On a national or state level, is it practical/possible to try to achieve all three--lower costs, more access and high quality at the same time? Do you have to prioritize and/or stagger the outcomes? Would MA be better off now if payment reform was addressed at the beginning? I agree that primary care doctors are at the center of this. I think we should pay them more based on global outcomes related to quality, safety and preventative medicine. How to ensure that each doctor's patient population is the right mix of young/old, sick/not sick is tricky though, isn't it? or is there a solution to that?

Anonymous said...

Note that I did not include payment reform on my list of priorities. There is a lot of good stuff going on right now in some places even under the fee for service system. Implementation of global payments may produce some incremental gain, but I think the items I have mentioned will have a more immediate return. But, if the way to get primary care doctors more money is to move to a global payment system, I am fine with that. You raise the actuarial risk issue in your last questions. That definitely has to be incorporated into the global payment regime, or it will fail.
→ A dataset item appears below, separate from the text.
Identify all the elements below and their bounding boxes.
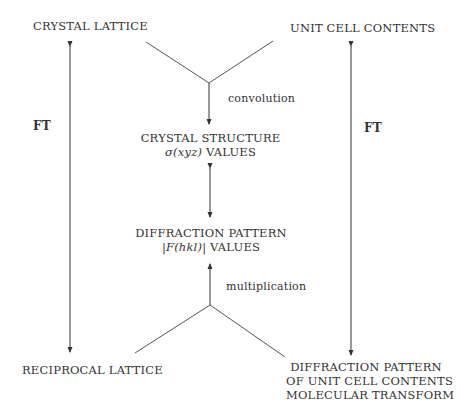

Here are my ideas for the national scene: http://runningahospital.blogspot.com/2010/02/how-to-get-enough-votes-in-senate.html

Anonymous said...

This post raises so many issues that it’s difficult to address all of them. In fact, I’ll split my response into two comments. First and foremost, Massachusetts should have addressed these issues before they added all those people to the insurance rolls, not later when the costs predictably skyrocketed. In terms of the state asking all these questions, I have two conflicting reactions – a) they are getting at the right issues and trying to gather the correct data, and give them credit for trying to be inclusive rather than dictatorial. (Although, “integrated health care system" – huh?)
But b) asking hospitals, especially those with the highest reimbursements, is kind of like asking the fox how many chickens he’s seen in the coop lately, and what the explanation is for those feathers hanging out of his mouth. Even asking the MHA is likely to provide biased answers. I think they should gather this data themselves, since I am sure they will hear other answers from the health care lobbyists. The only hospitals who will take the time to answer all these questions are the ones who want to defend the status quo.

nonlocal MD

Anonymous said...

Part II (warning, long) - As far as Paul’s list, I agree; except I think it is naïve to expect that simply paying more to primary care providers will do anything at all to change their referral patterns. I think they will just collect more money per visit and keep right on ordering too many tests and referring to specialists, for reasons of both knowledge-base deficiencies and defensive medicine. To quote from a recent article in the NEJM on this issue:

“….Although the [medical home] model calls for primary care practices to take responsibility for providing, coordinating, and integrating care across the health care continuum, it provides no direct incentives to other providers to work collaboratively with primary care providers in achieving these goals and optimizing health outcomes. [Also], although evidence suggests the increased investment in primary care can result in savings from several types of reductions – for example, inappropriate use of tests and procedures, ER utilization, and [unnecessary] hospitalizations - most primary care practices do not have financial arrangements that allow them to share in these savings.”
(NEJM 361:2301, 2009)

Putting them together with specialists in a shared-risk organization, in addition to paying them more, would do far more to promote their education by the specialists and incentivize everyone to reduce costs. In addition, such an organization could spread malpractice risk and reduce defensive medicine costs.

nonlocal

Anonymous said...

Fram Facebook:

Sherman: Talk about loaded and leading questions. While this form may be useful to stimulate disussion or as a directional indicator, it is no likely to produce definitive response. What is its purpose?